Where Does the Power of Money Come From According to Marxism?

We can all see that money has power in society, but where exactly does it come from? More specifically, how do we Marxists see where the power of money comes from? There are many differing opinions on this, the most famous one being the religious idea that money is the root of all evil. But of course this doesn’t tell us very much.

Money has power in society, but where does this power come from? The desire to obtain money is an end in itself. It takes on all things in society, class status, symbol of prestige and social power. It appears as though money has a power onto itself. Money seems to have a will and consciousness of its own. This phenomenon where objects have social power or will of their own is called “the fetishism of commodities” by Marx.

In this context Marx uses the term “fetishism” in the original religious meaning. It’s the view that inanimate objects hold power, or that these powers are attributed to them. Commodities and money can seem to have the same power, but really they are only expressions of our own labour.

People produce things in a work place; people directly interact with one another during their production. The organizations of work, the division of labor, are direct social relations between people. When something needs to change in the process someone from management walks in and tells everyone what is up, or a collective decision is made.

This is different in the market; instead there are indirect social relations that are the exchanges of commodities. The things that happen in the market place feed back to the act of production itself i.e. make more, make less or make them differently.

Farmers, people who make cars, people who make furniture interact through the market place when their products meet each other. We see only exchanges of value. These social relations are indirect as they interact only through their commodities. In a single factory we have material relations, in the market those material relations are replaced with a social relation between things. This process of social relations between people manifesting as a relations between things, Marx called “reification”.

When we purchase a commodity we are experiencing a commodity not the social relation behind it. Even if we know that there is a network of social relations there we still do not experience them. In this we understand that every economic relation is experienced via a commodity.

This act of exchanging all things in society is where money gets its power from. The value of all commodities is expressed through money. The social labour that goes into the production of a certain commodity is expressed as a particular amount of money. As a result of this process of manufacture and exchange, money itself becomes the source of social power. The act of exchange gives it this power because it is an expression of social relations. The market is a collection of social relations, the more money you have the more social power you have.

Thus we see the source of the power money has.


**Work to be completed**
Your task is to copy every line below that contains the word "interactable".

**Records for processing**

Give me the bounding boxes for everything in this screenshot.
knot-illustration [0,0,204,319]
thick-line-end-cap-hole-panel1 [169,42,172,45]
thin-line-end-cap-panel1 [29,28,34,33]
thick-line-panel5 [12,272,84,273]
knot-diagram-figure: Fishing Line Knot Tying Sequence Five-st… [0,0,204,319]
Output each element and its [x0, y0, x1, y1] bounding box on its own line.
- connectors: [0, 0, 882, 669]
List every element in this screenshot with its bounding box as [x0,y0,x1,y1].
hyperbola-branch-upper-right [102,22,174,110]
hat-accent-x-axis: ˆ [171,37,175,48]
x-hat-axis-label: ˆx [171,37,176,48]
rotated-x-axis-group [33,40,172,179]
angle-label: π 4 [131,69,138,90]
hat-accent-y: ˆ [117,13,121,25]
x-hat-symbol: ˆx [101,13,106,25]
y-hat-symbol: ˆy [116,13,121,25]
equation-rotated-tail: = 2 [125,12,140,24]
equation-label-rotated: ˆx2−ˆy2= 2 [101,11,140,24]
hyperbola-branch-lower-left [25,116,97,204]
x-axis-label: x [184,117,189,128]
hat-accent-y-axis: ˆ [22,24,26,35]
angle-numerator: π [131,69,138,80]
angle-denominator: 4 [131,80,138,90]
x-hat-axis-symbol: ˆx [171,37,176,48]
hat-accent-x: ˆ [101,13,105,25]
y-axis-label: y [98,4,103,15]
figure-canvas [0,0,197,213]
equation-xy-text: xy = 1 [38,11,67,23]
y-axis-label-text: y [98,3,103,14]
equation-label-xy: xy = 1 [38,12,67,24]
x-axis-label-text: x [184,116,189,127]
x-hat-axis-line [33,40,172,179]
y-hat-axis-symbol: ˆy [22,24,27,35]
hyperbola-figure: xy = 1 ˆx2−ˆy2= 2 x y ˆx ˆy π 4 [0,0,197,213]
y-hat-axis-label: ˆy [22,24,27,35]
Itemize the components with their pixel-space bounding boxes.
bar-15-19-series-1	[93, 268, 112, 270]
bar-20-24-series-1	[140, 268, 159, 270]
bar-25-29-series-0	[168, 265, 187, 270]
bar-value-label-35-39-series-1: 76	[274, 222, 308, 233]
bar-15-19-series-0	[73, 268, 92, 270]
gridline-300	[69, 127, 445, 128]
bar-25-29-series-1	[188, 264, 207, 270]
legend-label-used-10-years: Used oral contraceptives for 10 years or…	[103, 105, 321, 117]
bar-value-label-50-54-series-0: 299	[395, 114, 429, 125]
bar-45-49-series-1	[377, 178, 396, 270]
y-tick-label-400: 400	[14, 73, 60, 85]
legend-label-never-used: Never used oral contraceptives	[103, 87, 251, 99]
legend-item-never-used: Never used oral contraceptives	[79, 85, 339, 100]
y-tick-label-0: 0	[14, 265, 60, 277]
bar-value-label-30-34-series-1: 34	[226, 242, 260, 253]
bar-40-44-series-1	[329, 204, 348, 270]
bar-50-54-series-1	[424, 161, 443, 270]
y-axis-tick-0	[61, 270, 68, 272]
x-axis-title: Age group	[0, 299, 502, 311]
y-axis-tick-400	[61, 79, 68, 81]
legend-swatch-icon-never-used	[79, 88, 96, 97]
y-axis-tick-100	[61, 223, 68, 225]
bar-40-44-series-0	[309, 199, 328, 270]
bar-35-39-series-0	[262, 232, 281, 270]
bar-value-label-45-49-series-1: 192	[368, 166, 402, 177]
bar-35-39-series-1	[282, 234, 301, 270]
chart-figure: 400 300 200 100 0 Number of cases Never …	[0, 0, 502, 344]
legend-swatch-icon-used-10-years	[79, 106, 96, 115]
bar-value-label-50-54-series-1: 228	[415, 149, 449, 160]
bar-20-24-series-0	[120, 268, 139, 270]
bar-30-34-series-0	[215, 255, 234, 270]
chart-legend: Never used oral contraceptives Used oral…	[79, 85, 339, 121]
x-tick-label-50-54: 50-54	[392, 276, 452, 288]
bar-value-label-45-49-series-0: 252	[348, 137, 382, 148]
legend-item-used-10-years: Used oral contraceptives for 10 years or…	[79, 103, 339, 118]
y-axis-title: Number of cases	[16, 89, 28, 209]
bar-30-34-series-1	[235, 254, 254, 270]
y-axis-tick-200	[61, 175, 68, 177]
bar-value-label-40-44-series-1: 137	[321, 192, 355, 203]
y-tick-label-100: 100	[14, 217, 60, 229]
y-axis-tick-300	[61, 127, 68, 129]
...
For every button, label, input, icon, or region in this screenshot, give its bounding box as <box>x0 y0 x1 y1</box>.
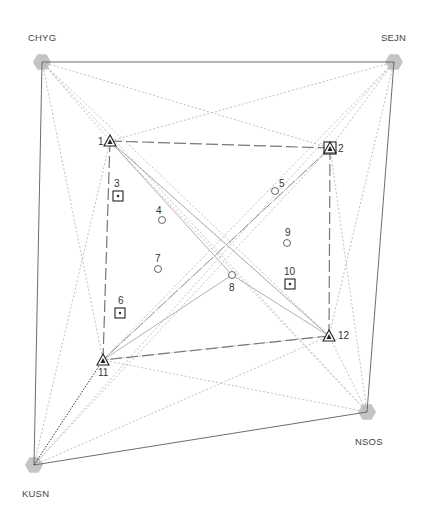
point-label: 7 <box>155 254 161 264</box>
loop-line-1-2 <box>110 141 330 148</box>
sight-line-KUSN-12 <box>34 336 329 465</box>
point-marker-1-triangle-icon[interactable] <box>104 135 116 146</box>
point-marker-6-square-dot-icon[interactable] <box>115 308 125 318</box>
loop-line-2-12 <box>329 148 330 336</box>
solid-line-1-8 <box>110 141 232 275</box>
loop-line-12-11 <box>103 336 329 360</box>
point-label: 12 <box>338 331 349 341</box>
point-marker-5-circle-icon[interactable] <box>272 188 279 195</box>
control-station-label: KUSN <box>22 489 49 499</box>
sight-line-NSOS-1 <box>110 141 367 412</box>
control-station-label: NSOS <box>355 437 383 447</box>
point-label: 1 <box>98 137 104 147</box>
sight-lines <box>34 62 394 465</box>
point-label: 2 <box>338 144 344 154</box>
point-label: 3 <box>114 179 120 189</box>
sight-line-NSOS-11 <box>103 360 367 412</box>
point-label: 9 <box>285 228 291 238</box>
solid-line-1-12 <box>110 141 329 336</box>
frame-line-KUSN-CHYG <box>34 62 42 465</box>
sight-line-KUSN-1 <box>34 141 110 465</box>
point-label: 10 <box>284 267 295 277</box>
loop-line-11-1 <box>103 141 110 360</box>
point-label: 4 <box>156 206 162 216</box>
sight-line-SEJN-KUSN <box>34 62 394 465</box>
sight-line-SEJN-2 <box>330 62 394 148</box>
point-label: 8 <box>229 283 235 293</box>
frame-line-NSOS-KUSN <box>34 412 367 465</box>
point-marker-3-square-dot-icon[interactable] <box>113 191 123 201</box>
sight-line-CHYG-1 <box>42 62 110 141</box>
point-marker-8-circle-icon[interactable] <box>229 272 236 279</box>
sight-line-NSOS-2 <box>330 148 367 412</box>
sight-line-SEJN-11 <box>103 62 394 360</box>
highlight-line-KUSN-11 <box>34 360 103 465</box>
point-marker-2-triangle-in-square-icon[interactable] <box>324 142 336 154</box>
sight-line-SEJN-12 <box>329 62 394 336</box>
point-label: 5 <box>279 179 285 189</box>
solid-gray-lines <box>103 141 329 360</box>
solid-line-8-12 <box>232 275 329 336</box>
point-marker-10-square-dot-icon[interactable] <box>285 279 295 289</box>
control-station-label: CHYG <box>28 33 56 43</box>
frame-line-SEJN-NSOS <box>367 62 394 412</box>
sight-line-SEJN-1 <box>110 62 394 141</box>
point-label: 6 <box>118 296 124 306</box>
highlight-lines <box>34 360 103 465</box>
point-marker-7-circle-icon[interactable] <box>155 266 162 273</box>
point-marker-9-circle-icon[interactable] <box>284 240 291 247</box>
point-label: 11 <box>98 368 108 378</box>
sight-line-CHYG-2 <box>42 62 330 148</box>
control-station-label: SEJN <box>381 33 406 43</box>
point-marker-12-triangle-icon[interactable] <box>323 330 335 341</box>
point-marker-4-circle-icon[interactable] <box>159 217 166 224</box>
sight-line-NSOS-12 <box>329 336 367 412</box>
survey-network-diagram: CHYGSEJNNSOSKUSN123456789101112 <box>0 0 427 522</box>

**Solution to this task**
point-marker-1-triangle-icon[interactable] <box>104 135 116 146</box>
point-marker-6-square-dot-icon[interactable] <box>115 308 125 318</box>
point-marker-5-circle-icon[interactable] <box>272 188 279 195</box>
point-marker-3-square-dot-icon[interactable] <box>113 191 123 201</box>
point-marker-8-circle-icon[interactable] <box>229 272 236 279</box>
point-marker-2-triangle-in-square-icon[interactable] <box>324 142 336 154</box>
point-marker-10-square-dot-icon[interactable] <box>285 279 295 289</box>
point-marker-7-circle-icon[interactable] <box>155 266 162 273</box>
point-marker-9-circle-icon[interactable] <box>284 240 291 247</box>
point-marker-12-triangle-icon[interactable] <box>323 330 335 341</box>
point-marker-4-circle-icon[interactable] <box>159 217 166 224</box>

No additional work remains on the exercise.